Winning drives founders more than fear of losing

β€œIf you're fearful of losing or you have a fear of failure, I feel like you're almost certain to be stuck. You're not gonna take shots that are material, and you're gonna protect downside more than go after upside. And I don't tend to believe that's really the founder mentality. If you took a risk once upon a time to start a business where there was nothing, you didn't even know what it was gonna become, and you knew the odds were 99, five nine is likely that you were gonna fail. That in itself has to tell you the founder mentality's gotta be chase winning.”

β€” Adam Foroughi

AI generates roughly 90% of AppLovin code

β€œYeah. I mean, 90% probably, but, like, that discounts quality over quantity. So, like, I think what's important is if you just shoot after a percentage of your tokens consumed, you could get to a place where you're just creating slop. If you're incentivizing slop, like, you're not gonna get very far as a business. You're gonna have massive fees to go pay the large language model businesses, but you're not gonna get further as a business. What's important is, are your engineers good enough to use these technologies to accelerate what creates value for the company? And can you measure that?”

β€” Adam Foroughi

Buying back shares from sellers creates massive value

β€œWhat we instead did was go and say, if you are a seller, please work with us to sell back to the business. And so we went and deployed every dollar that we made and including we raised some debt to deploy even more and took back a lot of the shares on the cap table that we're gonna inevitably sell into the public markets over the coming months. By doing that, we were able to get liquidity to company folks, investors, and old ex cofounders, and other folks on the cap table that needed liquidity. We were able to get them liquidity. No problem. We're happy to do the trade.”

β€” Adam Foroughi

Traditional enterprise SaaS faces a terminal value crisis

β€œThe rapid rate of product delivery in the large language model space makes a lot of traditional enterprise SaaS companies hard to bet on years into the future.

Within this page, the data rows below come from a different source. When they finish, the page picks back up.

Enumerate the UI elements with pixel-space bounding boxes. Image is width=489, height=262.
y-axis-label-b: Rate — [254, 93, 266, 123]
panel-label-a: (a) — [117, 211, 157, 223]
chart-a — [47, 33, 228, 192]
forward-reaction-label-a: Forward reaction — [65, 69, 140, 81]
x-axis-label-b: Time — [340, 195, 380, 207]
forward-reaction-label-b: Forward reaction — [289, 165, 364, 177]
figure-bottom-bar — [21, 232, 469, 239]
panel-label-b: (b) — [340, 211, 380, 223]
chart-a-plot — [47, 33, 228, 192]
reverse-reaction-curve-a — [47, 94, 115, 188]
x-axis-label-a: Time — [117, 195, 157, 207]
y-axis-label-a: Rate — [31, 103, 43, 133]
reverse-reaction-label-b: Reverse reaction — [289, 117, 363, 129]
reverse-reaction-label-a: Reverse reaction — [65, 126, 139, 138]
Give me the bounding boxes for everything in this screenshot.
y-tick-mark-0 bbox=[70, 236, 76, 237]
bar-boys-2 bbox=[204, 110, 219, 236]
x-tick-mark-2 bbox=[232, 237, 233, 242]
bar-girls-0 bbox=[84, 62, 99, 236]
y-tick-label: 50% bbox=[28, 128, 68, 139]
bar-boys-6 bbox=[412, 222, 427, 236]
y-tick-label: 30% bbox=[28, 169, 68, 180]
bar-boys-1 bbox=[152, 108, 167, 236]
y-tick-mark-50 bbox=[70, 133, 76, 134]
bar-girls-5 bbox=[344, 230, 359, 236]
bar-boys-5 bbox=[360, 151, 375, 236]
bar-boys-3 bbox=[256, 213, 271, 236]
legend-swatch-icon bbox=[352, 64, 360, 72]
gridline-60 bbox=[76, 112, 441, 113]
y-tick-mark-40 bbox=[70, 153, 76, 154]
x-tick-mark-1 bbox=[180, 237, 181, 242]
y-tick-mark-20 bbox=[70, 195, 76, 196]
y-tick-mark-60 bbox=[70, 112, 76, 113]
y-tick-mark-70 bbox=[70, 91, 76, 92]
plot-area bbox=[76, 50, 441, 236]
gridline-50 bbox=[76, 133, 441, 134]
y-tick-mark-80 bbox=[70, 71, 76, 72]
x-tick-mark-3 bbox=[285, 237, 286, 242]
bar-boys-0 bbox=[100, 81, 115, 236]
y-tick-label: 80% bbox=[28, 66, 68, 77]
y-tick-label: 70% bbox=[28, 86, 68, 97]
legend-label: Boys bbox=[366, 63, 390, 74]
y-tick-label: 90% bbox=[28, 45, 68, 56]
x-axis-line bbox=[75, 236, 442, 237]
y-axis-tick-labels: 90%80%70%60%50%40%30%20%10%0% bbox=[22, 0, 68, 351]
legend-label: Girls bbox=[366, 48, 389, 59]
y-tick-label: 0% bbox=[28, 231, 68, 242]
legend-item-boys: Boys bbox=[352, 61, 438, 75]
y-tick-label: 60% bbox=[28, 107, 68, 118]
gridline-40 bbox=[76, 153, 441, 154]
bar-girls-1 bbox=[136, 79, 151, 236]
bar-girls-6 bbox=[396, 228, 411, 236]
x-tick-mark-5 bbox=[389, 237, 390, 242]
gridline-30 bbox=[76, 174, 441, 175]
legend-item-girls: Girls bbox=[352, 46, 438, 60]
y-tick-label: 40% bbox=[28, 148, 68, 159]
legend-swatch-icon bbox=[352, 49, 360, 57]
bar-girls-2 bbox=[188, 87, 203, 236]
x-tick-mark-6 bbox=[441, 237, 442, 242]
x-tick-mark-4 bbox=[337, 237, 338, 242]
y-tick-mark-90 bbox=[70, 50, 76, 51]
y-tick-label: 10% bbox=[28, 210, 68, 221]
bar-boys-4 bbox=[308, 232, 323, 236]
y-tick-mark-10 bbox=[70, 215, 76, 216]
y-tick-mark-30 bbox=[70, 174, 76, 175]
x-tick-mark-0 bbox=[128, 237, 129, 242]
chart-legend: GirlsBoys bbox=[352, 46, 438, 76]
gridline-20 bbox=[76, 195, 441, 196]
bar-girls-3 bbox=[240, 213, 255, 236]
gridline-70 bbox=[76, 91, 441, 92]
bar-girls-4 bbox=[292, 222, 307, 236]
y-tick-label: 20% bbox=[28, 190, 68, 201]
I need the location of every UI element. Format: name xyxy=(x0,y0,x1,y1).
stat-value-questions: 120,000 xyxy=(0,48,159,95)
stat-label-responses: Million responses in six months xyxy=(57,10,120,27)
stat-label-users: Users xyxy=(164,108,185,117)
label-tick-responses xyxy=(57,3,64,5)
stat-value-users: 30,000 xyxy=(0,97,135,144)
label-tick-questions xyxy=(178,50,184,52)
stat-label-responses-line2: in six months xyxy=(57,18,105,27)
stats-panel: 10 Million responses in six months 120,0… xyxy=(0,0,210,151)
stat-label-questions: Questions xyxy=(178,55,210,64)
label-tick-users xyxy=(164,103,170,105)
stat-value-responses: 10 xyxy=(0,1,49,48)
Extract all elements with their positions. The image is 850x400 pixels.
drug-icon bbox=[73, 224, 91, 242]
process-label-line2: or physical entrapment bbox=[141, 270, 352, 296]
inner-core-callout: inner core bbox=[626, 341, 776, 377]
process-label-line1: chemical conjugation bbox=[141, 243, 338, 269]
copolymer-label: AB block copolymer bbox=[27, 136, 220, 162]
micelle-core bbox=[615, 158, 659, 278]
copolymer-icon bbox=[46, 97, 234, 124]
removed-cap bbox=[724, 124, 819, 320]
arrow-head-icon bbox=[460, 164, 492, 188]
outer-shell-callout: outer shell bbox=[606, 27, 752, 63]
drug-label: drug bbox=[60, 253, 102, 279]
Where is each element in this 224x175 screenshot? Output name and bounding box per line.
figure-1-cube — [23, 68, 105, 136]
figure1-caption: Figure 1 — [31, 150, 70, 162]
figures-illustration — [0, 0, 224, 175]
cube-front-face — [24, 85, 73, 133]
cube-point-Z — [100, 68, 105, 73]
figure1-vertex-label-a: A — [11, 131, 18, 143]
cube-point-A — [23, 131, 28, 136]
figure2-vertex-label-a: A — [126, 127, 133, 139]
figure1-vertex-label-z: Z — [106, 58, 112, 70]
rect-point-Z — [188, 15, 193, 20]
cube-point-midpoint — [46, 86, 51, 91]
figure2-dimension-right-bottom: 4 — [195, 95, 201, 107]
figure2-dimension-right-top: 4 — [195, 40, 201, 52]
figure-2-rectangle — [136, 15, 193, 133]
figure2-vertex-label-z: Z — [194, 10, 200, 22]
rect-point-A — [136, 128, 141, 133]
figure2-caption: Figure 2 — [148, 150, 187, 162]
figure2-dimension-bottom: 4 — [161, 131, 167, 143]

So what happens? Well, terminal value is dicier. So you value the company less. You get out. Their stock based comp was high, but it was an acceptable percentage of total value. Stock tanks, stock based comp becomes too extreme. Now they're in a position where not only are they gonna lose their heads, they're also competitively challenged. So you're in a really bad downward spiral. So in a way, I would say not only is it fair because of the risks that exist, I'm not sure it's actually done yet.”